Vera Kundera, wife and great love of French-Czech writer Milan Kundera (1929-2023), died in Le Touquet (northeastern France) on Saturday, September 14. In this town, which was close to her heart – the couple owned an apartment overlooking the beach for many years, the same beach that features in Kundera's novel L'Identité (Identity, Gallimard, 1998) – she had spent a few days resting in a hotel away from Paris. It was in her room that she was found lifeless in the early hours of the morning. She was about to turn 89.
Knowing her, you'd be forgiven for thinking that she died the day before, on Friday the 13, such was her love affair with signs. Superstitious, she would laughingly track them down and interpret them, never really fooled, with her delightful accent and inimitable verve. She often recounted how, before leaving "la Tchéco," she had consulted a fortune-teller who had told her, "Little Scorpio, you won't die in Bohemia." These days, she said, more nostalgic than ever for her native land: "I'm afraid he's right."
She was a marvelous brunette, slender and always elegant. Born in Prague on October 24, 1935, Vera Hrabankova met Milan Kundera in 1967, during the joyous effervescence of the "Prague Spring." Slender, with very short hair, she looked like Jean Seberg and was six years younger than her (who had already been married very briefly). In her youth, she was hardly happy. When she was still a child, her mother abandoned her, her father and her sisters. At the age of 12, she watched one of them, Eva, die before her very eyes of meningitis.
Then her father was unjustly accused of wanting to move to Australia to escape Communist Czechoslovakia. "We didn't have much money then," she tells us in Milan Kundera. Ecrire Quelle Drôle d'Idée ("Milan Kundera: What a funny idea to write!" Gallimard, 2023). "We rented part of our apartment. A French woman who was renting from us claimed that my father wanted to escape illegally. She went to the police and they arrested my father." This remained an incurable trauma for her, and she could not stop talking about her beloved father who had taught her to read at the age of 6 and introduced her to poetry.
While he wasted away in prison, Vera was left to her own devices. At 16, penniless, she found a job in a brewery, like Tereza in L'Insoutenable Légèreté de l'Etre (The Unbearable Lightness of Being, Gallimard, 1984). She served beer at the station in Bruntal, Moravia. "Poetry kept me going." She memorized kilometers of verse "to keep from going mad." She developed a passion for Robert Desnos and Maxim Gorky, perfected her diction, and in 1958, entered and won a local poetry contest.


### Required work
What is needed is an exact copy of the whole listing below, with no pictures.

### Exercise materials
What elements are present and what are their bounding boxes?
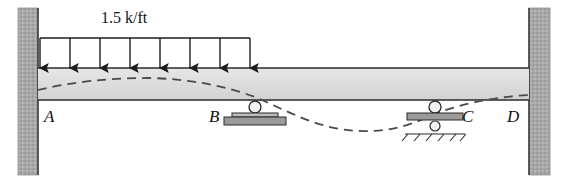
diagram-canvas: [0, 0, 576, 183]
beam-diagram: 1.5 k/ft A B C D: [0, 0, 576, 183]
support-b-roller: [224, 101, 286, 125]
distributed-load: [40, 38, 250, 68]
label-b: B: [209, 108, 219, 125]
label-c: C: [462, 108, 473, 125]
beam-member: [38, 68, 529, 100]
right-wall-support: [529, 8, 550, 175]
left-wall-support: [18, 8, 38, 175]
label-d: D: [507, 108, 519, 125]
support-c-roller-ground: [402, 101, 466, 141]
ground-hatching: [402, 134, 466, 141]
distributed-load-label: 1.5 k/ft: [101, 10, 147, 26]
label-a: A: [44, 108, 54, 125]
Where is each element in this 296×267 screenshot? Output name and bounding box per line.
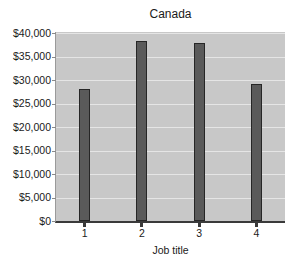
y-tick xyxy=(52,80,56,81)
x-tick-label: 3 xyxy=(179,227,219,239)
y-tick xyxy=(52,221,56,222)
y-tick-label: $30,000 xyxy=(0,74,51,87)
y-tick xyxy=(52,151,56,152)
y-tick-label: $0 xyxy=(0,215,51,228)
gridline xyxy=(56,80,285,81)
x-tick-label: 4 xyxy=(236,227,276,239)
y-tick-label: $35,000 xyxy=(0,50,51,63)
y-tick-label: $40,000 xyxy=(0,27,51,40)
y-tick xyxy=(52,57,56,58)
bar-2 xyxy=(136,41,147,221)
x-tick-label: 2 xyxy=(122,227,162,239)
bar-1 xyxy=(79,89,90,221)
gridline xyxy=(56,57,285,58)
y-tick-label: $20,000 xyxy=(0,121,51,134)
x-tick-label: 1 xyxy=(65,227,105,239)
x-tick xyxy=(198,223,201,227)
y-tick-label: $15,000 xyxy=(0,144,51,157)
y-tick xyxy=(52,174,56,175)
chart-title: Canada xyxy=(56,7,285,21)
y-tick-label: $5,000 xyxy=(0,191,51,204)
x-tick xyxy=(140,223,143,227)
y-tick xyxy=(52,127,56,128)
bar-3 xyxy=(194,43,205,221)
y-tick xyxy=(52,198,56,199)
bar-4 xyxy=(251,84,262,221)
y-tick xyxy=(52,104,56,105)
y-tick-label: $10,000 xyxy=(0,168,51,181)
gridline xyxy=(56,33,285,34)
x-tick xyxy=(83,223,86,227)
plot-area xyxy=(55,32,285,223)
y-tick xyxy=(52,33,56,34)
x-tick xyxy=(255,223,258,227)
y-tick-label: $25,000 xyxy=(0,97,51,110)
x-axis-title: Job title xyxy=(56,244,285,257)
chart-canvas: Canada $0$5,000$10,000$15,000$20,000$25,… xyxy=(0,0,296,267)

### Task response
What elements are present and what are their bounding boxes?
diagram-canvas: [0, 0, 576, 183]
beam-diagram: 1.5 k/ft A B C D: [0, 0, 576, 183]
support-b-roller: [224, 101, 286, 125]
distributed-load: [40, 38, 250, 68]
label-b: B: [209, 108, 219, 125]
label-c: C: [462, 108, 473, 125]
beam-member: [38, 68, 529, 100]
right-wall-support: [529, 8, 550, 175]
left-wall-support: [18, 8, 38, 175]
label-d: D: [507, 108, 519, 125]
support-c-roller-ground: [402, 101, 466, 141]
ground-hatching: [402, 134, 466, 141]
distributed-load-label: 1.5 k/ft: [101, 10, 147, 26]
label-a: A: [44, 108, 54, 125]
Where is each element in this 296×267 screenshot? Output name and bounding box per line.
y-tick xyxy=(52,80,56,81)
x-tick-label: 3 xyxy=(179,227,219,239)
y-tick xyxy=(52,221,56,222)
y-tick-label: $30,000 xyxy=(0,74,51,87)
y-tick xyxy=(52,151,56,152)
y-tick-label: $0 xyxy=(0,215,51,228)
gridline xyxy=(56,80,285,81)
x-tick-label: 4 xyxy=(236,227,276,239)
y-tick-label: $35,000 xyxy=(0,50,51,63)
y-tick-label: $40,000 xyxy=(0,27,51,40)
y-tick xyxy=(52,57,56,58)
bar-2 xyxy=(136,41,147,221)
x-tick-label: 2 xyxy=(122,227,162,239)
bar-1 xyxy=(79,89,90,221)
gridline xyxy=(56,57,285,58)
y-tick-label: $20,000 xyxy=(0,121,51,134)
x-tick-label: 1 xyxy=(65,227,105,239)
x-tick xyxy=(198,223,201,227)
y-tick-label: $15,000 xyxy=(0,144,51,157)
y-tick xyxy=(52,174,56,175)
chart-title: Canada xyxy=(56,7,285,21)
y-tick-label: $5,000 xyxy=(0,191,51,204)
x-tick xyxy=(140,223,143,227)
y-tick xyxy=(52,127,56,128)
bar-3 xyxy=(194,43,205,221)
y-tick xyxy=(52,198,56,199)
bar-4 xyxy=(251,84,262,221)
y-tick xyxy=(52,104,56,105)
y-tick-label: $10,000 xyxy=(0,168,51,181)
gridline xyxy=(56,33,285,34)
x-tick xyxy=(83,223,86,227)
plot-area xyxy=(55,32,285,223)
y-tick xyxy=(52,33,56,34)
x-tick xyxy=(255,223,258,227)
y-tick-label: $25,000 xyxy=(0,97,51,110)
x-axis-title: Job title xyxy=(56,244,285,257)
chart-canvas: Canada $0$5,000$10,000$15,000$20,000$25,… xyxy=(0,0,296,267)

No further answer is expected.